Ichiro Suzuki is well past his prime, that much is obvious. He hasn’t had an above average season at the plate, according to wRC+, since 2010. In only two of the last five seasons has Ichiro posted an fWAR above 1.0. But for his Major League Baseball career, Ichiro has a chance to do something memorable in 2016, which is his age 42 season. He has 2,935 hits in the States and is just 65 away from reaching 3,000 for his career.
There’s no guarantee he’ll make it. Ichiro’s single season hit totals have steadily fallen off in recent years. From 2012 to 2015, he’s put up totals of 178, 136, 102, and 91 hits. Those decreasing hit totals correlate to reduced plate appearances. He had 91 hits in 438 plate appearances in 2015, and he’ll need roughly as many chances to accrue 65 hits in 2016.
Not a lot of ballplayers have played at 42, period. Even fewer have received substantial playing time. According to Baseball-Reference’s Play Index, there have only been 29 age 42 or older position player seasons since 1947 where the batter received 200 or more plate appearances. There have been just 17 such seasons if the threshold is raised to 300—10 seasons with a cut-off of 400 plate appearances.
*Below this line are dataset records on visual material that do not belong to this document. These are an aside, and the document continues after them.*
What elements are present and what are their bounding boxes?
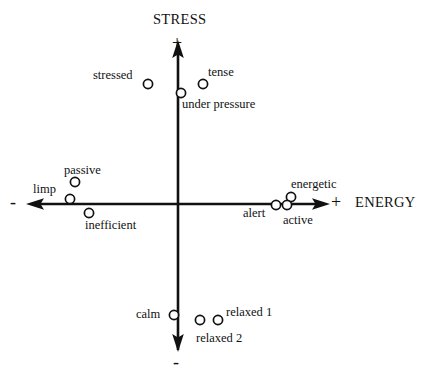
point-label-energetic: energetic <box>291 178 337 191</box>
stress-positive-sign: + <box>172 34 182 52</box>
point-label-active: active <box>283 214 313 227</box>
point-label-passive: passive <box>64 164 101 177</box>
marker-passive <box>70 177 79 186</box>
energy-negative-sign: - <box>10 193 16 211</box>
point-label-limp: limp <box>33 183 56 196</box>
marker-stressed <box>143 79 152 88</box>
stress-axis-title: STRESS <box>153 12 206 27</box>
marker-limp <box>65 194 74 203</box>
point-label-alert: alert <box>243 207 265 220</box>
point-label-calm: calm <box>136 308 160 321</box>
point-label-tense: tense <box>208 66 234 79</box>
stress-negative-sign: - <box>173 353 179 371</box>
marker-active <box>282 200 291 209</box>
point-label-relaxed-2: relaxed 2 <box>196 332 242 345</box>
point-label-inefficient: inefficient <box>85 219 136 232</box>
plot-canvas <box>0 0 423 376</box>
scatter-plot-figure: STRESS + - ENERGY - + stressed tense und… <box>0 0 423 376</box>
stress-axis <box>172 40 184 352</box>
marker-calm <box>169 310 178 319</box>
marker-relaxed-1 <box>213 315 222 324</box>
marker-inefficient <box>84 208 93 217</box>
marker-relaxed-2 <box>195 315 204 324</box>
energy-axis-title: ENERGY <box>355 195 416 210</box>
marker-tense <box>198 79 207 88</box>
data-markers <box>65 79 295 324</box>
marker-alert <box>271 200 280 209</box>
point-label-stressed: stressed <box>93 69 133 82</box>
point-label-relaxed-1: relaxed 1 <box>226 306 272 319</box>
energy-positive-sign: + <box>331 193 341 211</box>
point-label-under-pressure: under pressure <box>182 98 255 111</box>
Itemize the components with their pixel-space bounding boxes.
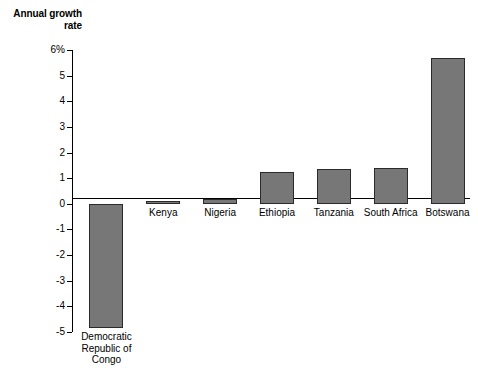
y-tick-label: 6% (51, 45, 65, 55)
bar (260, 172, 294, 204)
y-tick-label: -2 (56, 250, 65, 260)
y-tick-mark (67, 229, 72, 230)
y-axis-line (72, 50, 73, 332)
bar (203, 199, 237, 204)
y-tick-label: -1 (56, 224, 65, 234)
bar (317, 169, 351, 204)
x-category-label: Botswana (404, 207, 478, 219)
bar (431, 58, 465, 204)
bar (374, 168, 408, 204)
y-tick-label: -4 (56, 301, 65, 311)
y-tick-label: 1 (59, 173, 65, 183)
y-tick-label: 4 (59, 96, 65, 106)
y-tick-mark (67, 178, 72, 179)
y-tick-mark (67, 204, 72, 205)
bar (146, 201, 180, 204)
y-tick-mark (67, 101, 72, 102)
y-tick-mark (67, 281, 72, 282)
y-axis-title: Annual growth rate (10, 8, 82, 32)
y-tick-mark (67, 306, 72, 307)
bar-chart: Annual growth rate 6%543210-1-2-3-4-5 De… (0, 0, 478, 368)
y-tick-mark (67, 127, 72, 128)
y-tick-label: 2 (59, 148, 65, 158)
y-tick-mark (67, 153, 72, 154)
y-tick-mark (67, 50, 72, 51)
y-tick-label: 3 (59, 122, 65, 132)
y-tick-label: 0 (59, 199, 65, 209)
bar (89, 204, 123, 328)
y-tick-label: -3 (56, 276, 65, 286)
y-tick-label: 5 (59, 71, 65, 81)
y-tick-mark (67, 255, 72, 256)
y-tick-mark (67, 76, 72, 77)
x-category-label: Democratic Republic of Congo (62, 331, 150, 366)
plot-area: 6%543210-1-2-3-4-5 Democratic Republic o… (72, 50, 470, 332)
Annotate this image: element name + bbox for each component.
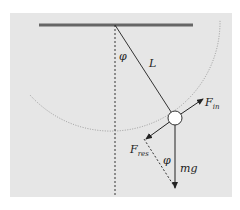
pendulum-diagram: φ L Fin Fres φ mg [0, 0, 240, 210]
angle-label-bottom: φ [163, 154, 171, 167]
pendulum-bob [168, 111, 182, 125]
resultant-force-label: Fres [129, 143, 149, 158]
length-label: L [148, 57, 156, 70]
gravity-label: mg [180, 162, 197, 175]
swing-arc [30, 20, 220, 131]
inertial-force-label: Fin [204, 96, 220, 111]
pendulum-string [115, 25, 175, 118]
angle-label-top: φ [119, 50, 127, 63]
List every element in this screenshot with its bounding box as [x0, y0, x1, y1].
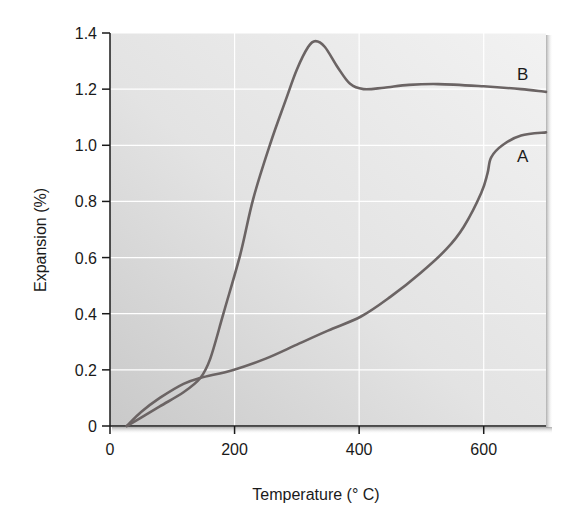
plot-shadow-right	[546, 35, 553, 428]
y-tick-label: 0.8	[75, 193, 97, 210]
y-tick-label: 0.4	[75, 306, 97, 323]
x-tick-label: 400	[346, 441, 373, 458]
x-tick-label: 200	[221, 441, 248, 458]
series-label-b: B	[517, 65, 528, 84]
y-tick-label: 1.4	[75, 25, 97, 42]
y-tick-label: 0.2	[75, 362, 97, 379]
plot-background	[110, 33, 546, 426]
x-tick-label: 0	[106, 441, 115, 458]
y-tick-label: 0.6	[75, 250, 97, 267]
y-tick-label: 0	[88, 418, 97, 435]
x-axis-title: Temperature (° C)	[252, 486, 379, 503]
y-tick-label: 1.0	[75, 137, 97, 154]
plot-shadow-bottom	[112, 427, 552, 434]
x-tick-label: 600	[470, 441, 497, 458]
y-tick-label: 1.2	[75, 81, 97, 98]
series-label-a: A	[517, 147, 529, 166]
chart: 020040060000.20.40.60.81.01.21.4 B A Tem…	[0, 0, 579, 523]
y-axis-title: Expansion (%)	[32, 188, 49, 292]
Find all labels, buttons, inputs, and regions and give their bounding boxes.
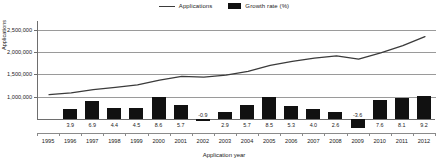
growth-rate-bar-column [125,88,147,119]
growth-rate-bar-column [103,88,125,119]
x-axis-tick-label: 1999 [126,138,148,144]
growth-rate-bar-column [280,88,302,119]
growth-rate-bar [152,97,166,119]
growth-rate-bar-column [148,88,170,119]
growth-rate-bar [284,106,298,120]
x-axis-tick-label: 2011 [391,138,413,144]
y-axis-tick-label: 2,500,000 [7,27,32,33]
x-axis-tick-labels: 1995199619971998199920002001200220032004… [37,136,435,150]
growth-rate-bar-column [236,88,258,119]
growth-rate-bar-column [37,88,59,119]
growth-rate-bar [85,101,99,119]
growth-rate-bar-column [258,88,280,119]
x-axis-tick-mark [435,133,436,136]
box-swatch-icon [228,3,241,9]
x-axis-tick-label: 2010 [369,138,391,144]
growth-rate-bar-column [59,88,81,119]
x-axis-tick-label: 2008 [325,138,347,144]
x-axis-title: Application year [0,152,448,158]
growth-rate-bar-column [214,88,236,119]
growth-rate-value-label: -3.6 [347,112,369,118]
x-axis-tick-label: 2012 [413,138,435,144]
growth-rate-bar-column [369,88,391,119]
negative-bars-band [37,119,435,135]
x-axis-tick-label: 2004 [236,138,258,144]
application-statistics-chart: Applications Growth rate (%) Application… [0,0,448,168]
y-axis-tick-label: 1,500,000 [7,71,32,77]
x-axis-tick-label: 2009 [347,138,369,144]
growth-rate-bar [218,112,232,119]
growth-rate-bar [417,96,431,120]
x-axis-tick-label: 2005 [258,138,280,144]
growth-rate-bar [107,108,121,119]
x-axis-tick-label: 1995 [37,138,59,144]
chart-legend: Applications Growth rate (%) [0,3,448,9]
y-axis-title: Applications [1,20,7,50]
legend-item-growth-rate: Growth rate (%) [228,3,289,9]
growth-rate-bar-column [413,88,435,119]
x-axis-tick-label: 1996 [59,138,81,144]
growth-rate-bar-negative [196,119,210,121]
growth-rate-bar [395,98,409,119]
legend-label-applications: Applications [179,3,213,9]
y-axis-tick-label: 2,000,000 [7,49,32,55]
growth-rate-bar-negative [351,119,365,128]
growth-rate-bar-column [81,88,103,119]
x-axis-tick-label: 2002 [192,138,214,144]
line-swatch-icon [159,6,175,7]
x-axis-tick-label: 2007 [302,138,324,144]
x-axis-tick-label: 1997 [81,138,103,144]
growth-rate-bar-column [391,88,413,119]
x-axis-tick-label: 2003 [214,138,236,144]
x-axis-tick-label: 2000 [148,138,170,144]
growth-rate-bar-series [37,88,435,119]
legend-item-applications: Applications [159,3,213,9]
growth-rate-bar [373,100,387,119]
growth-rate-bar [240,105,254,120]
growth-rate-bar [63,109,77,119]
legend-label-growth-rate: Growth rate (%) [245,3,289,9]
growth-rate-bar [174,105,188,120]
growth-rate-bar-column [324,88,346,119]
growth-rate-bar [328,112,342,119]
growth-rate-bar-column [170,88,192,119]
x-axis-tick-label: 2006 [280,138,302,144]
growth-rate-value-label: -0.9 [192,112,214,118]
growth-rate-bar-column [302,88,324,119]
x-axis-tick-label: 2001 [170,138,192,144]
growth-rate-bar [262,97,276,119]
growth-rate-bar [306,109,320,119]
growth-rate-bar [129,108,143,120]
x-axis-tick-label: 1998 [103,138,125,144]
y-axis-tick-label: 1,000,000 [7,94,32,100]
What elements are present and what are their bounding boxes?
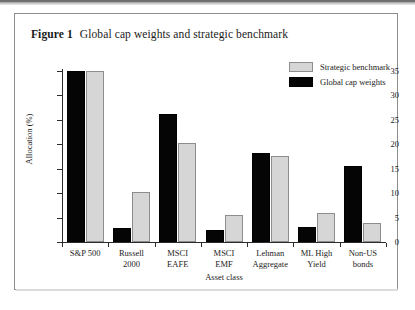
bar: [271, 156, 289, 242]
bar: [298, 227, 316, 242]
y-axis-line: [62, 69, 63, 243]
x-axis-tick: [155, 243, 156, 247]
bar-chart-plot: 05101520253035 Allocation (%) S&P 500Rus…: [15, 14, 399, 291]
legend-swatch: [289, 62, 313, 72]
y-axis-tick: [57, 120, 62, 121]
bar: [159, 114, 177, 242]
bar: [86, 71, 104, 242]
x-axis-tick-label: Non-US bonds: [340, 248, 386, 269]
y-axis-tick-label: 10: [361, 189, 399, 197]
y-axis-tick-label: 5: [361, 214, 399, 222]
y-axis-tick: [57, 144, 62, 145]
x-axis-tick-label: MSCI EAFE: [155, 248, 201, 269]
x-axis-tick-label: S&P 500: [62, 248, 108, 259]
y-axis-tick: [57, 218, 62, 219]
bar: [363, 223, 381, 242]
chart-legend: Strategic benchmarkGlobal cap weights: [289, 60, 390, 90]
legend-item-global_cap_weights: Global cap weights: [289, 75, 390, 88]
y-axis-tick: [57, 71, 62, 72]
y-axis-tick-label: 30: [361, 91, 399, 99]
legend-swatch: [289, 77, 313, 87]
bar: [317, 213, 335, 242]
figure-container: Figure 1Global cap weights and strategic…: [14, 13, 398, 290]
y-axis-tick: [57, 169, 62, 170]
y-axis-title: Allocation (%): [24, 84, 34, 194]
x-axis-tick: [293, 243, 294, 247]
x-axis-tick-label: MSCI EMF: [201, 248, 247, 269]
bar: [225, 215, 243, 242]
x-axis-tick: [340, 243, 341, 247]
page-scan-edge-line: [0, 0, 415, 2]
x-axis-tick: [247, 243, 248, 247]
bar: [67, 71, 85, 242]
x-axis-tick-label: Lehman Aggregate: [247, 248, 293, 269]
x-axis-tick-label: Russell 2000: [108, 248, 154, 269]
x-axis-tick-label: ML High Yield: [293, 248, 339, 269]
bar: [206, 230, 224, 242]
y-axis-tick-label: 25: [361, 116, 399, 124]
y-axis-tick-label: 20: [361, 140, 399, 148]
x-axis-tick: [201, 243, 202, 247]
legend-item-strategic_benchmark: Strategic benchmark: [289, 60, 390, 73]
x-axis-line: [62, 242, 386, 243]
bar: [178, 143, 196, 242]
x-axis-tick: [108, 243, 109, 247]
bar: [344, 166, 362, 242]
y-axis-tick-label: 15: [361, 165, 399, 173]
y-axis-tick: [57, 193, 62, 194]
legend-label: Strategic benchmark: [320, 62, 390, 72]
x-axis-tick: [62, 243, 63, 247]
bar: [132, 192, 150, 242]
x-axis-tick: [386, 243, 387, 247]
bar: [113, 228, 131, 242]
bar: [252, 153, 270, 242]
legend-label: Global cap weights: [320, 77, 386, 87]
y-axis-tick: [57, 95, 62, 96]
x-axis-title: Asset class: [62, 272, 386, 282]
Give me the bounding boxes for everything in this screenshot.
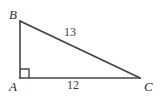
vertex-label-a: A: [9, 80, 17, 93]
triangle-side-hypotenuse-bc: [20, 21, 140, 78]
right-triangle-figure: B A C 13 12: [0, 0, 160, 103]
vertex-label-b: B: [9, 8, 17, 21]
side-length-label-base: 12: [67, 79, 79, 91]
side-length-label-hypotenuse: 13: [64, 26, 76, 38]
triangle-drawing: [0, 0, 160, 103]
vertex-label-c: C: [144, 80, 153, 93]
right-angle-marker-icon: [20, 69, 29, 78]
Examining the ten seasons in which relative old timers received at least 400 chances at the plate, productivity sticks out. There are outliers at the top and bottom of the list, Barry Bonds’s 169 OPS+ season and Pete Rose’s 69. Most of the seasons, however, range from about average, Rickey Henderson’s 95 OPS+, to very good, Carleton Fisk’s 134. In 2015, Ichiro posted an OPS+ of just 56. So he might not get enough opportunities to crack 3,000.
The arguments in favor of him getting the requisite 400 plate appearances and being able to reach 3,000 are twofold: the Marlins don’t have a lot to lose by playing Ichiro, and the historic 3,000 might be a substantial enough carrot to offer him playing time. In Ichiro’s case, 3,000 hits shouldn’t matter. Combined with his nine seasons in Japan, he has 4,213 hits for his career. Still, there’s something special about 3,000 MLB hits and the historic and commercial value is clear.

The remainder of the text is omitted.